Opinion: A healthy planet for all starts with an end to fossil fuels
If leaders at the Stockholm +50 summit want to make good on its theme of a “healthy planet for the prosperity of all,” they need to swap fossil fuels for clean energy, says Bhavreen Kandhari.
Fifty years ago, when scientific consensus on man-made pollution was just forming, the world came together to set out a bold ambition to preserve the environment and the wellbeing of all people. It became the Stockholm Declaration. But unfortunately, it has failed to deliver.
My 18-year-old twin daughters have grown up with pollution. They are strong, athletic national basketball players, yet by the time they reached their teens they had the lungs of lifetime smokers. They cough, sniffle and have a high susceptibility to respiratory infections just because we live where we do. In Delhi — the most polluted capital in the world.
So as I attend the UN’s Stockholm +50 summit, I am angry and disappointed. Inaction has cost my daughters their fundamental right to a healthy life. And their experience is far from unique. In Delhi, every third child has damaged lungs. According to the World Health Organization (WHO), nine out of 10 people globally breathe toxic air, and Harvard University research says the burning of fossil fuels causes one in five premature deaths.
What would you do if someone was poisoning your child? I would spring up and kill that person. Yet, our children are absorbing poisonous fumes with every breath, and we’re not doing anything about it.
Renewables are the solution, fossil fuels the past
United Nations Secretary-General Antonio Guterres recently set out five critical actions needed to catch the “lifeline” offered by renewable energy sources. They include treating renewables like an essential and global public good, shifting subsidies from fossil fuels to renewables, and tripling investment in renewables to $4.2 trillion (€3.9 trillion) by 2030. That’s small compared to the $5.9 trillion spent subsidizing coal, oil and gas in 2020 and the health care costs incurred from their pollution.
The WHO strengthened its air quality guidelines in September 2021, based on the latest science showing how best to protect human health.
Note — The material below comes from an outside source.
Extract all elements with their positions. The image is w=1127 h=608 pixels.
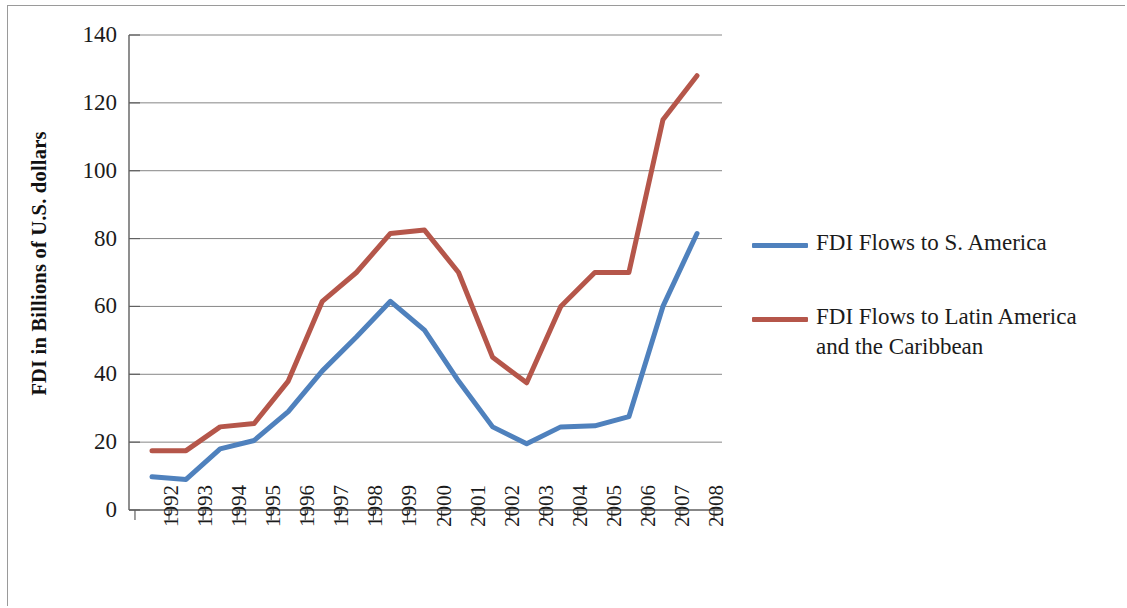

Meeting those guidelines would save 80% of lives lost from breathing PM2.5 — which are the fumes emitted from burning coal, oil, gas and wood.
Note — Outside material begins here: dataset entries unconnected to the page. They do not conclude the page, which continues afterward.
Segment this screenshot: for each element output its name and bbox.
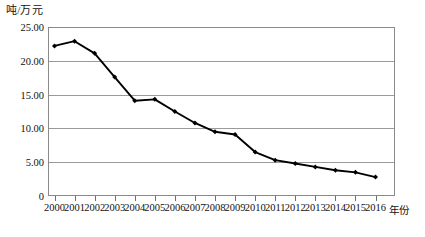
data-point-2011 <box>273 158 278 163</box>
series-line-path <box>55 41 376 177</box>
data-series-layer <box>0 0 425 237</box>
data-point-2015 <box>353 170 358 175</box>
data-point-2014 <box>333 168 338 173</box>
data-point-2012 <box>293 161 298 166</box>
data-point-2000 <box>52 43 57 48</box>
data-point-2016 <box>373 175 378 180</box>
data-point-2013 <box>313 164 318 169</box>
line-chart: 吨/万元 05.0010.0015.0020.0025.00 200020012… <box>0 0 425 237</box>
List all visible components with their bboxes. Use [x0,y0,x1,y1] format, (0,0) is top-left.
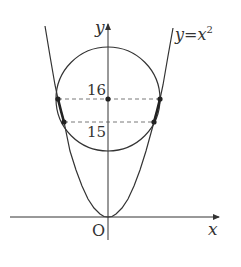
point-right-15 [151,119,156,124]
x-axis-label: x [208,219,218,239]
curve-label: y=x2 [174,24,213,44]
y-axis-label: y [94,17,105,37]
point-right-16 [157,96,162,101]
point-left-16 [55,96,60,101]
tick-label-15: 15 [87,123,106,141]
curve-label-base: y=x [174,25,206,44]
tick-label-16: 16 [87,81,106,99]
highlighted-arc-left [58,99,64,122]
point-center-16 [105,96,110,101]
point-left-15 [61,119,66,124]
origin-label: O [92,221,105,240]
curve-label-exponent: 2 [206,24,212,35]
diagram-canvas: y x O 16 15 y=x2 [0,0,241,267]
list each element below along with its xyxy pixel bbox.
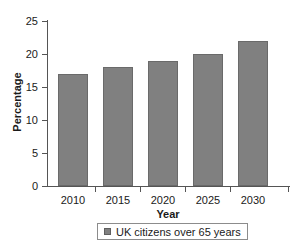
- y-axis-tick: [42, 87, 47, 88]
- bar-2020[interactable]: [148, 61, 178, 186]
- plot-area: [48, 21, 288, 186]
- x-axis-tick: [230, 187, 231, 192]
- y-axis-tick: [42, 120, 47, 121]
- y-axis-title: Percentage: [11, 57, 23, 147]
- x-axis-tick: [288, 187, 289, 192]
- chart-legend[interactable]: UK citizens over 65 years: [97, 223, 248, 240]
- bar-2010[interactable]: [58, 74, 88, 186]
- legend-item-label: UK citizens over 65 years: [116, 226, 241, 238]
- x-axis-tick: [140, 187, 141, 192]
- x-axis-title: Year: [48, 208, 288, 220]
- x-axis-tick-label: 2030: [223, 194, 283, 206]
- bar-2030[interactable]: [238, 41, 268, 186]
- y-axis-tick-label: 25: [8, 16, 38, 27]
- y-axis-tick-label: 0: [8, 181, 38, 192]
- x-axis-tick: [95, 187, 96, 192]
- bar-2015[interactable]: [103, 67, 133, 186]
- legend-color-swatch-icon: [104, 228, 111, 235]
- bar-chart-figure: 0 5 10 15 20 25 2010 2015 2020 2025 2030…: [0, 0, 300, 250]
- bar-2025[interactable]: [193, 54, 223, 186]
- y-axis-tick: [42, 153, 47, 154]
- x-axis-tick: [185, 187, 186, 192]
- y-axis-tick: [42, 21, 47, 22]
- y-axis-tick: [42, 186, 47, 187]
- x-axis-line: [47, 186, 290, 187]
- y-axis-tick-label: 5: [8, 148, 38, 159]
- y-axis-tick: [42, 54, 47, 55]
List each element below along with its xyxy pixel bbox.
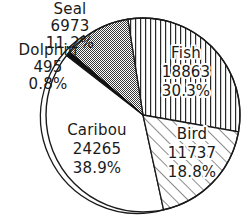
pie-label-caribou-percent: 38.9% (73, 159, 122, 177)
pie-label-dolphin-percent: 0.8% (2, 76, 94, 93)
pie-label-fish-name: Fish (171, 44, 201, 62)
pie-label-bird-value: 11737 (168, 144, 217, 162)
pie-label-dolphin-name: Dolphin (2, 42, 94, 59)
pie-chart: Fish 18863 30.3% Fish 18863 30.3% Bird 1… (0, 0, 245, 224)
pie-label-bird-name: Bird (177, 125, 208, 143)
pie-label-dolphin-value: 495 (2, 59, 94, 76)
pie-label-seal-name: Seal (24, 1, 116, 18)
pie-label-bird-percent: 18.8% (168, 163, 217, 181)
pie-label-fish-value: 18863 (162, 63, 211, 81)
pie-label-seal-value: 6973 (24, 18, 116, 35)
pie-label-caribou-name: Caribou (67, 121, 127, 139)
pie-label-caribou: Caribou 24265 38.9% Caribou 24265 38.9% (67, 121, 127, 177)
pie-label-dolphin: Dolphin 495 0.8% (2, 42, 94, 92)
pie-label-fish-percent: 30.3% (162, 82, 211, 100)
pie-label-caribou-value: 24265 (73, 140, 122, 158)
The benefits of moving as quickly as possible to end new fossil fuels and follow the WHO’s air quality guidelines will lead to cleaner air and greater public health as well as improving our chances of reaching net-zero emissions before 2050.
The far-reaching impacts of extreme heat
We’re already suffering from the climate crisis. India’s recent torturous heat wave of 49°C (120 degrees Fahrenheit) and above caused laborers to fall sick and lose income, and the government to cut harvest prospects and ban wheat exports.
Yet, absurdly, we are still chopping down the forests and trees that store carbon, clean the air, and provide shade, shelter and food. In India, for example, deforestation started in April in the Hasdeo Aranya Forest for an opencast coal mine.
How will people survive if the recent heat becomes the norm? How will manufacturing plants, farms, power grids and global supply chains run if people are too sick and it’s too hot to work?
These are the questions leaders must tackle if they really want to achieve a healthy planet for the prosperity of all.
In some ways, much has changed in 50 years. The science on pollution, climate change and health is now vast and irrefutable, the solutions are readily available, and people around the world are rising up and calling for a healthier, cleaner way of living.
Yet, we are still poisoning our children. It’s time for urgent action.
Bhavreen Kandhari is co-founder of Warrior Moms India which is part of the Parents For Future environmental movement.
This year’s Stockholm+50 conference refers to the 1972 United Nations Conference on the Human Environment in Stockholm, the first major international meeting on global environmental issues. It started the dialogue between industrialized and developing countries on the link between economic growth and pollution, helped to establish the concept of sustainable development and led to the foundation of the UN Environment Programme (UNEP).